You can choose this fault and if you set an initial Severity to squelched (you can leave Target Severity to inherit), it prevents such fault from being generated in the future with the presumption that they are generated by an object that has a link to the monitoring policy you just modified.
However it will not clear existing faults, but only new faults.
Example 2 - Physical Fault
In this example, the fault is generated because port 1/25 on leaf is admin up but with no SFP in it.
admin@apic:~> moquery -c faultInst -f 'fault.Inst.code == "F1678"'
Total Objects shown: 2
# fault.Inst
code : F1678
ack : no
cause : port-failure
changeSet : usage (New: epg)
childAction :
created : 2015-01-19T14:26:13.862+01:00
descr : TEST FAULT -- Port is down, reason:sfpAbsent(connected), used by:EPG,
lastLinkStChg:1970-01-01T01:00:00.000+01:00, operSt:down
dn : topology/pod-1/node-101/sys/phys-[eth1/25]/phys/fault-F1678
domain : access
highestSeverity : critical
lastTransition : 2015-01-19T14:28:41.668+01:00
lc : raised
modTs : never
occur : 1
origSeverity : critical
prevSeverity : critical
rn : fault-F1678
rule : ethpm-if-port-down-infra-epg-test
severity : critical
status :
subject : port-down
type : communications
uid :
This is associated with a physical port. Here is the parent MO that generated that fault.

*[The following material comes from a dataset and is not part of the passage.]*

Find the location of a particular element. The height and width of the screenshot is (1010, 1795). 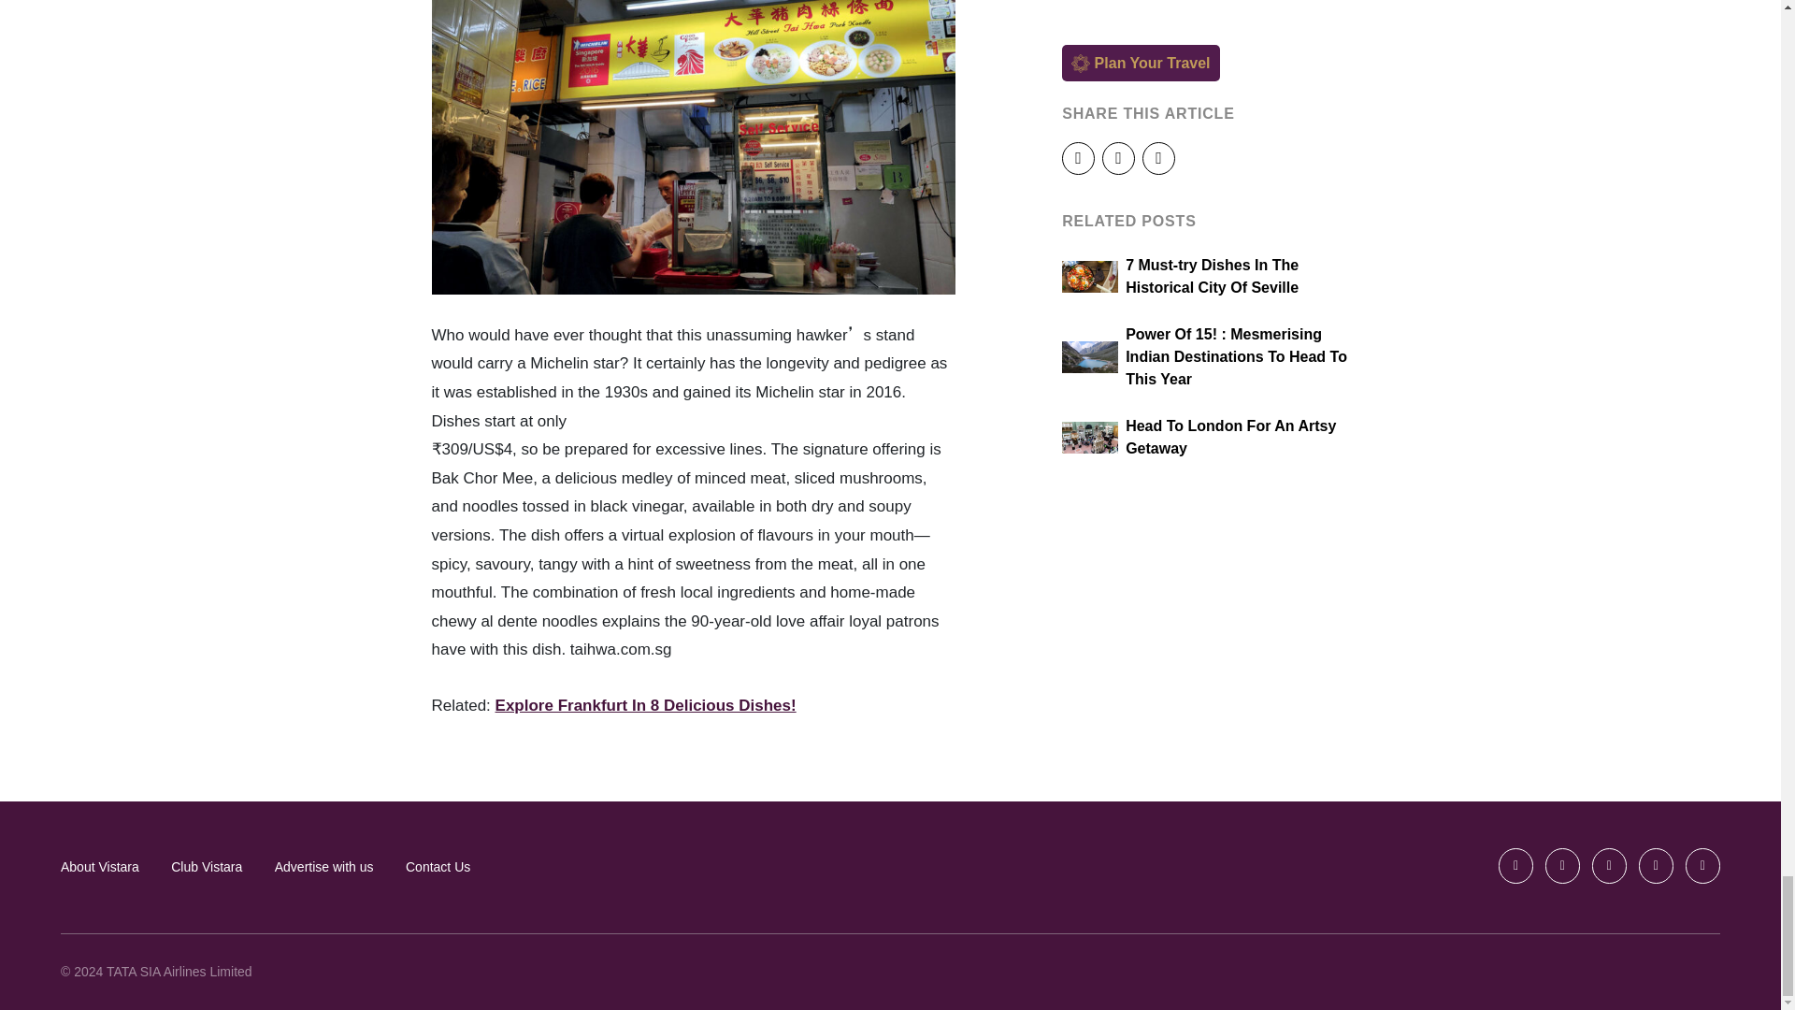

admin@apic:~> moquery -d topology/pod-1/node-101/sys/phys-[eth1/25]/phys
Total Objects shown: 1
# ethpm.PhysIf
accessVlan : vlan-1
allowedVlans :
backplaneMac : 50:87:89:A2:2A:C1
bundleBupId : 1
bundleIndex : unspecified
cfgAccessVlan : vlan-1
cfgNativeVlan : vlan-1
childAction :
currErrIndex : 4294967295
diags : none
dn : topology/pod-1/node-101/sys/phys-[eth1/25]/phys
encap : 3
errDisTimerRunning : no
errVlanStatusHt : 0
errVlans :
hwBdId : 0
intfT : phy
iod : 29
lastErrors : 0
lastLinkStChg : 1970-01-01T01:00:00.000+01:00
media : 2
modTs : never
monPolDn : uni/infra/moninfra-default
nativeVlan : vlan-1
This is associated with the monInfraPol object configured as shown here.

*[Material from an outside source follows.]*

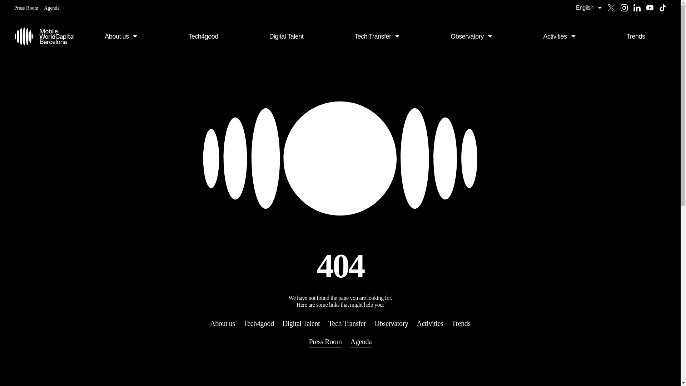 The image size is (686, 386). Describe the element at coordinates (592, 8) in the screenshot. I see `English` at that location.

admin@apic:~> moquery -c monInfraPol
Total Objects shown: 4
# mon.InfraPol
name : default
childAction :
descr :
dn : uni/infra/moninfra-default
lcOwn : local
modTs : 2014-08-06T07:58:19.494+01:00
monPolDn : uni/infra/moninfra-default
ownerKey :
ownerTag :
rn : moninfra-default
status :
uid : 0
Under the Fault Severity Assignment policy, click the pencil in the work pane, next to the monitoring object drop-down list. Add a class where you modify the monitoring properties. Then choose the class of the object that generated the fault, that is, ethmPhysIf.
Choose this class and click the + icon in order to see each fault generated for that object.
In this example, you can see fault F1678 and it its properties can be modified. Choosing Initial severity Squelched and target severity inherit prevents new faults of that code from being generated from the object that has this monitoring policy applied.
After you make the change, if you enable port 1/25 with no SFP in it it will not generate any faults!
Note : In versions earlier than Software Version 2.2: Existing faults (even in Clearing retaining mode) will not be cleared.
Note : In Software Version 2.2 and later: Even existing faults will be affected by the new policy.